RI Announces Changes to WC Statutes

                               Providence, RI (CompNewsNetwork) – Legislation passed by the General Assembly to make several changes to the Workers' Compensation statute has been enacted into law. The changes, which became law without the governor's signature, apply to injuries sustained on or after January 1, 2011.

Approved were bills -- (2010-H8114A) and (2010-S2083A) -- sponsored in the House of Representatives by Rep. Anastasia P. Williams (D-Dist. 9, Providence) and in the Senate by Sen. Paul W. Fogarty (D-Dist. 23, Glocester, Burrillville, North Smithfield). The legislators are chairs of the Committee on Labor in their respective chambers.

The legislation, recommended by the Workers' Compensation Advisory Council, makes a number of changes in the medical review procedure for claimants receiving workers' compensation benefits. Among them:

The new law adopts the most recent edition of the American Medical Association's Guide to the Evaluation of Permanent Impairment in determining “loss of use.”

It changes the various scheduling and reporting requirements of the Medical Advisory Board, intended to save time for the physicians, the board and the insurers. It also clarifies that treating physicians must furnish employees (or their attorneys) a medical report on loss of use within 10 days of a request.

For the first time in close to 30 years, there will be increases in the awards to injured workers when they suffer a loss of use, which is strictly defined by the statute and uses the AMA Guide to Permanent Impairment. The increase goes from one-half of the average weekly wage with a maximum of $90 and a minimum of $45 per week to one-half of the average weekly wage with a maximum of $180 and a minimum of $90 per week.

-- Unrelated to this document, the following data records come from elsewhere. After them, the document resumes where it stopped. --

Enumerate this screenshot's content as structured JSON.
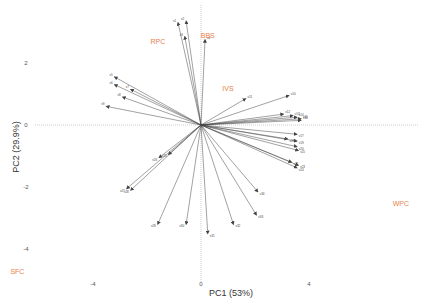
{
  "chart_data": {
    "type": "scatter",
    "subtype": "pca-biplot",
    "title": "",
    "xlabel": "PC1 (53%)",
    "ylabel": "PC2 (29.9%)",
    "xlim": [
      -5.4,
      8.2
    ],
    "ylim": [
      -5.8,
      4.0
    ],
    "x_ticks": [
      -4,
      0,
      4
    ],
    "y_ticks": [
      2,
      0,
      -2,
      -4
    ],
    "x_tick_labels": [
      "-4",
      "0",
      "4"
    ],
    "y_tick_labels": [
      "2",
      "0",
      "-2",
      "-4"
    ],
    "zero_lines": true,
    "grid": false,
    "legend": "none",
    "groups": [
      {
        "name": "RPC",
        "x": -1.6,
        "y": 2.6
      },
      {
        "name": "BBS",
        "x": 0.25,
        "y": 2.8
      },
      {
        "name": "IVS",
        "x": 1.0,
        "y": 1.1
      },
      {
        "name": "WPC",
        "x": 7.4,
        "y": -2.6
      },
      {
        "name": "SFC",
        "x": -6.8,
        "y": -4.8
      }
    ],
    "loadings_note": "Variable arrow labels are too small to read in the screenshot, so they are shown as placeholders.",
    "loadings": [
      {
        "name": "v1",
        "x": -0.85,
        "y": 3.3
      },
      {
        "name": "v2",
        "x": -0.55,
        "y": 3.35
      },
      {
        "name": "v3",
        "x": -0.6,
        "y": 2.85
      },
      {
        "name": "v4",
        "x": 0.15,
        "y": 2.75
      },
      {
        "name": "v5",
        "x": -3.2,
        "y": 1.55
      },
      {
        "name": "v6",
        "x": -3.2,
        "y": 1.3
      },
      {
        "name": "v7",
        "x": -2.6,
        "y": 1.15
      },
      {
        "name": "v8",
        "x": -2.9,
        "y": 0.9
      },
      {
        "name": "v9",
        "x": -3.5,
        "y": 0.6
      },
      {
        "name": "v10",
        "x": 3.25,
        "y": 0.95
      },
      {
        "name": "v11",
        "x": 1.65,
        "y": 0.85
      },
      {
        "name": "v12",
        "x": 3.05,
        "y": 0.35
      },
      {
        "name": "v13",
        "x": 3.4,
        "y": 0.3
      },
      {
        "name": "v14",
        "x": 3.55,
        "y": 0.25
      },
      {
        "name": "v15",
        "x": 3.7,
        "y": 0.2
      },
      {
        "name": "v16",
        "x": 3.7,
        "y": 0.15
      },
      {
        "name": "v17",
        "x": 3.55,
        "y": -0.3
      },
      {
        "name": "v18",
        "x": 3.2,
        "y": -0.45
      },
      {
        "name": "v19",
        "x": 3.55,
        "y": -0.52
      },
      {
        "name": "v20",
        "x": 3.55,
        "y": -0.7
      },
      {
        "name": "v21",
        "x": 3.6,
        "y": -0.82
      },
      {
        "name": "v22",
        "x": 3.35,
        "y": -1.2
      },
      {
        "name": "v23",
        "x": 3.6,
        "y": -1.3
      },
      {
        "name": "v24",
        "x": 3.55,
        "y": -1.38
      },
      {
        "name": "v25",
        "x": -1.2,
        "y": -0.95
      },
      {
        "name": "v26",
        "x": -1.55,
        "y": -1.05
      },
      {
        "name": "v27",
        "x": -2.75,
        "y": -2.05
      },
      {
        "name": "v28",
        "x": -2.6,
        "y": -2.1
      },
      {
        "name": "v29",
        "x": -1.6,
        "y": -3.2
      },
      {
        "name": "v30",
        "x": -0.55,
        "y": -3.2
      },
      {
        "name": "v31",
        "x": 0.25,
        "y": -3.5
      },
      {
        "name": "v32",
        "x": 1.2,
        "y": -3.2
      },
      {
        "name": "v33",
        "x": 2.05,
        "y": -2.9
      },
      {
        "name": "v34",
        "x": 2.1,
        "y": -2.15
      }
    ]
  }
}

The new law also changes the benefit award for hearing loss to the extent it equates traumatic hearing loss with occupational hearing loss; preserves the confidentiality of employment, employer and insurance information submitted to the Department of Labor and Training, except for information necessary to determine compliance with the Workers' Compensation insurance laws; changes the language in the TDI statute as it relates to an offset for those applicants for TDI that received workers' compensation benefits in the past; extends the obligation of the General Assembly to capitalize the Uninsured Employer Fund for another year and delays its implementation for one year, and changes the language in the Municipal Employee Retirement statute as it relates to an offset for loss of use.